By:
Arip Nurahman
Department of Physics
Faculty of Sciences and Mathematics, Indonesia University of Education
and
Follower Open Course Ware at Massachusetts Institute of Technology
Cambridge, USA
Department of Physics
http://web.mit.edu/physics/
http://ocw.mit.edu/OcwWeb/Physics/index.htm
&
Aeronautics and Astronautics Engineering
http://web.mit.edu/aeroastro/www/
http://ocw.mit.edu/OcwWeb/Aeronautics-and-Astronautics/index.htm
Arip Nurahman
Department of Physics
Faculty of Sciences and Mathematics, Indonesia University of Education
and
Follower Open Course Ware at Massachusetts Institute of Technology
Cambridge, USA
Department of Physics
http://web.mit.edu/physics/
http://ocw.mit.edu/OcwWeb/Physics/index.htm
&
Aeronautics and Astronautics Engineering
http://web.mit.edu/aeroastro/www/
http://ocw.mit.edu/OcwWeb/Aeronautics-and-Astronautics/index.htm
Vector Calculus
From Wikipedia
Vector calculus (also called vector analysis) is a field of mathematics concerned with multivariable real analysis of vectors in an inner product space of two or more dimensions (some results — those that involve the cross product — can only be applied to three dimensions). It consists of a suite of formulae and problem solving techniques very useful for engineering and physics. Vector analysis has its origin in quaternion analysis, and was formulated by the American engineer and scientist J. Willard Gibbs and the British engineer Oliver Heaviside.
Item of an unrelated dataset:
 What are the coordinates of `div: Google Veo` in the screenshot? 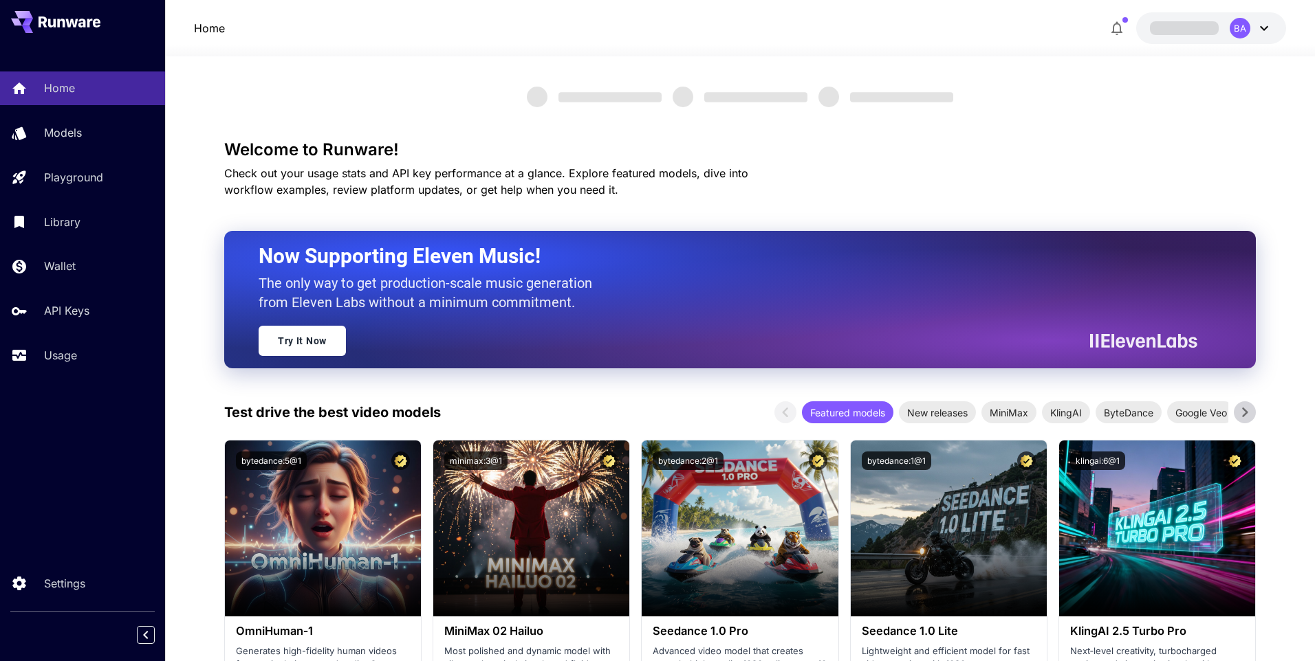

Vector calculus is concerned with scalar fields, which associate a scalar to every point in space, and vector fields, which associate a vector to every point in space. For example, the temperature of a swimming pool is a scalar field: to each point we associate a scalar value of temperature. The water flow in the same pool is a vector field: to each point we associate a velocity vector.
Vector operations
Vector calculus studies various differential operators defined on scalar or vector fields, which are typically expressed in terms of the del operator
(). The four most important operations in vector calculus are:Operation | Notation | Description | Domain/Range |
---|---|---|---|
Gradient | Measures the rate and direction of change in a scalar field. | Maps scalar fields to vector fields. | |
Curl | Measures the tendency to rotate about a point in a vector field. | Maps vector fields to vector fields. | |
Divergence | Measures the magnitude of a source or sink at a given point in a vector field. | Maps vector fields to scalar fields. | |
Laplacian | A composition of the divergence and gradient operations. | Maps scalar fields to scalar fields. |
Theorems
Likewise, there are several important theorems related to these operators which generalize the fundamental theorem of calculus to higher dimensions:Theorem | Statement | Description |
---|---|---|
Gradient theorem | The line integral through a gradient (vector) field equals the difference in its scalar field at the endpoints of the curve. | |
Green's theorem | The integral of the scalar curl of a vector field over some region in the plane equals the line integral of the vector field over the curve bounding the region. | |
Stokes' theorem | The integral of the curl of a vector field over a surface equals the line integral of the vector field over the curve bounding the surface. | |
Divergence theorem | The integral of the divergence of a vector field over some solid equals the integral of the flux through the surface bounding the solid. |
See also
- Vector calculus identities
- Irrotational vector field
- Solenoidal vector field
- Laplacian vector field
- Vector Analysis (Gibbs/Wilson)
References
- Michael J. Crowe (1994). A History of Vector Analysis : The Evolution of the Idea of a Vectorial System. Dover Publications; Reprint edition. ISBN 0-486-67910-1. (Summary)
- H. M. Schey (2005). Div Grad Curl and all that: An informal text on vector calculus. W. W. Norton & Company. ISBN 0-393-92516-1.
- J.E. Marsden (1976). Vecor Calculus. W. H. Freeman & Company. ISBN 0-7167-o462-5.
- Chen-To Tai (1995). A historical study of vector analysis. Technical Report RL 915, Radiation Laboratory, University of Michigan.
External links
- Expanding vector analysis to a non-orthogonal space
- Vector Analysis: A Text-book for the Use of Students of Mathematics and Physics, (based upon the lectures of Willard Gibbs) by Edwin Bidwell Wilson, published 1902.